One of the stories that I wrote this week for SiliconANGLE is chronicling the start of the Israeli/Hamas war. As many of you know, my daughter has been living there for several years, finding her husband and now has two small boys. The horrors of this catastrophe are too much for me to describe. My story is about the cyber dimension of the war, and what we know so far in terms of hacking attempts on various institutions. For those of you interested, I have begun writing my thoughts about what is happening to my family there and sending them out via email, LMK if you would like to see these remarks.
Today’s story is about the hopeful demise of Microsoft’s NTLM protocol. Well, sort of. Microsoft has been trying — not too hard — to rid itself of this protocol for decades. Many IT managers probably weren’t born when it was invented back in the 1980s, and few of them even remember when it ran on their networks.
I have written several times about the hackers behind the Magecart malware, which is used to compromise ecommerce servers, such as from Woo Commerce and Magento. This week’s story is about how the latest versions conceal the code inside a web 404 status page. Talk about hiding in plain sight. Most of us — probably all of us — haven’t given a 404 page much second thought, but maybe now you will.
This week also saw a new uptick in DDoS threats that have been observed by several of the major online operators. What is particularly troubling is that this botnet isn’t all that big — maybe 20,000 endpoints — yet is amplifying and generating enormous traffic loads, in some case more than a fifth of a normal’s day in web traffic. I write about how they happen with a new type of threat called rapid reset, based on the HTTP/2 protocol.
Finally, one more chilling story about a new type of spyware called Predator. It is another multinational journalistic endeavor that has simillarities to the Pegasus files from 2021. What makes this spyware lethal is that you don’t have to click on it to activate it, and how pervasive it has been seen across the planet.
Thanks for reading my work, and stay safe out there.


**Instructions for the task**
Please check every line of the listing for "Print" and copy each line where it is found.
□ □ □ □ □ □ □
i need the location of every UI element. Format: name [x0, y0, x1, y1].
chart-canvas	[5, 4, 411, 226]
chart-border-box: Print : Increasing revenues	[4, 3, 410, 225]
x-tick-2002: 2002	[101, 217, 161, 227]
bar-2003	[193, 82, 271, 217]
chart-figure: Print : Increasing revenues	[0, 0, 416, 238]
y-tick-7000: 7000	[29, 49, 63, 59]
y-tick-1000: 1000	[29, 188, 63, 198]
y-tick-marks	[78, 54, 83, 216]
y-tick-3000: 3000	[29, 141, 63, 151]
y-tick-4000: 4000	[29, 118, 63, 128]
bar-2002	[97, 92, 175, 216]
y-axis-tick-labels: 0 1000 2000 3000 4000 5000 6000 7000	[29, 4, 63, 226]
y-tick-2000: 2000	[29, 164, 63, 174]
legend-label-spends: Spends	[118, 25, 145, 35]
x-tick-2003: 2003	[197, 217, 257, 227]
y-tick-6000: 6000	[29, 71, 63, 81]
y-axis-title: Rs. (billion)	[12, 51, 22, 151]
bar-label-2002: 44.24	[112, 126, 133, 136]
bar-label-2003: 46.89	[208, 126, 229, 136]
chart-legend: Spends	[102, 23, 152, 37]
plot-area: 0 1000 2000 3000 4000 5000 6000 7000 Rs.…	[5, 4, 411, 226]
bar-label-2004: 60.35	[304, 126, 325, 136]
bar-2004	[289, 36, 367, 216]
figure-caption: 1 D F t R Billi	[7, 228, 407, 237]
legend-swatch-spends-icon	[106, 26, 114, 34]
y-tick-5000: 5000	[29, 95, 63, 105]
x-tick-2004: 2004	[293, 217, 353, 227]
□ □ □ □ □ □ □
**Solution to the exercise**
chart-border-box: Print : Increasing revenues	[4, 3, 410, 225]
chart-figure: Print : Increasing revenues	[0, 0, 416, 238]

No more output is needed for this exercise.